Becoming of Age
The trailers for While We're Young make it look like either a Ben Stiller comedy skewering hipsters, or an Adam Driver comedy skewering the middle-aged. Josh and Cornelia (Stiller and Naomi Watts) are a mid-forties couple caught between the opposing but equally compelling desires to have a kid or remain comfortable in pursuit of dreams they may not even recognize anymore. They meet mid-twenties couple Jamie and Darby (Driver and Amanda Seyfried), who seem to spend every waking moment taking on the world--passionately creating, collecting, absorbing, doing. It's not long before Josh and Jamie are schlepping around New York on bicycles in too-tight jeans and Panama hats, while Cornelia and Darby shed sweat in hip-hop classes; both couples attend a spiritual gathering involving hallucinogens and vomiting into personal puke pots.
Writer/director Noah Baumbach's latest has all the gloss and high-concept draw of a crowd-pleasing studio comedy, but it's a much richer experience, frankly, than most audiences may be ready for. Josh is a documentary filmmaker who's spent the better part of a decade making a film that no one will likely want to see. He picks at it; he worries; he whines. Jamie enters his life as a make-it-happen whirlwind of ambition that turns Josh into an awed but deeply jealous student of Millennial culture. Idolatry has its downside, however, and we soon discover a disquieting reservoir of self-absorption beneath Jamie's open-minded, kitsch-loving demeanor.
Baumbach skews a little too far in the youth-critique column for my taste. This may be a function of age on his part, but I found a curious depth imbalance between the complex varieties of "adults" in the picture, versus the spaced-out phone-freaks who somehow think getting married in an abandoned Harlem water tower (with a Slip 'n Slide!) constitutes making a statement. Look no further than the unflattering and underdeveloped Darby character. Seyfried is charming and funny in the role, but she's called upon to be a cypher for Driver's character. The weight of While We're Young's female voice rests solely on Watt's more-than-capable shoulders; the implication is that twenty-something women have nothing to say because their men do all the talking (and thinking).
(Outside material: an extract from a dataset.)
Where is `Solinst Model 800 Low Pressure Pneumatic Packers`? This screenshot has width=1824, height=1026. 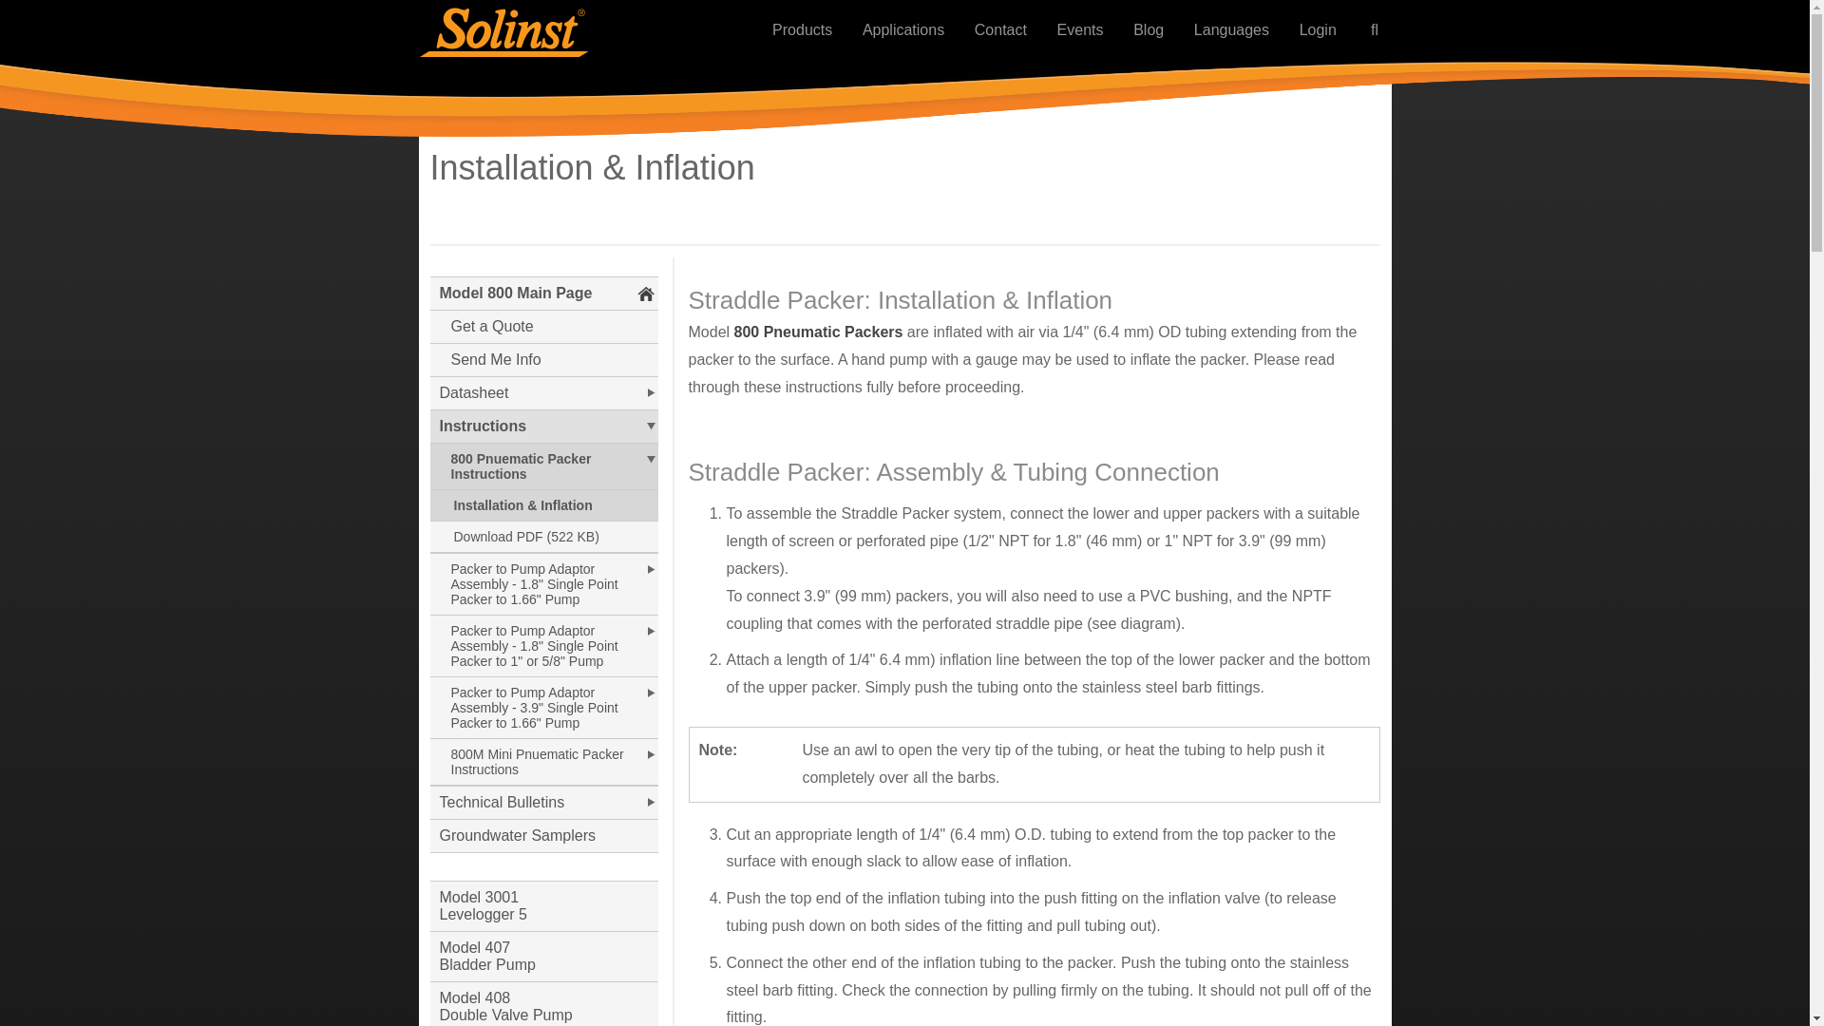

What's more, there aren't any nice people under thirty in this picture, and everyone over forty is neurotic but essentially decent. While I appreciate Baumbach's eerily keen eye in crafting jokes that ring true about modern adulthood, regardless of age, I felt he was a tad overzealous in backing his own generation's horse. He's swung the pendulum, consciously or not, in the opposite direction from Greenberg (also starring Stiller), whose middle-age characters were repulsive but vividly drawn. Baumbach is still sketching; like frustrated documentarian Josh, he's on a years-long quest to cobble something together resembling a definitive and universally true statement about what makes his generation tick.
Things get muddy, though, as traditional plot elements creep into an otherwise refreshing, explorative screenplay. Towards the middle, Jamie becomes more cartoonish in his machinations, and Josh ascends Soapbox Mountain on wings of virtue. Baumbach pulls just a deft enough turn at the climax to bring his story back from the brink, but the last ten minutes (sweet and well-intentioned as they are) feel more conventional than the first half of the movie suggests they might have been.
Noah Baumbach has a lot to say about a lot of things, which is more than I can say about the creators of most theatrical comedies. He deserves tremendous credit for asking big cultural questions in his films (even if they are awkwardly posed and un-answerable in our time), and providing smart, stinging belly laughs during the conversation.
While We're Young feels very much like a conversation-starter, a well-meaning assumption-dump on Baumbach's part that invites a dialogue with the audience regarding how they relate to their own peers, dreams, and values. The results are bound to be messy and challenging, much like the film. That's meta, baby. And meta's hip. But, you know, in a good way.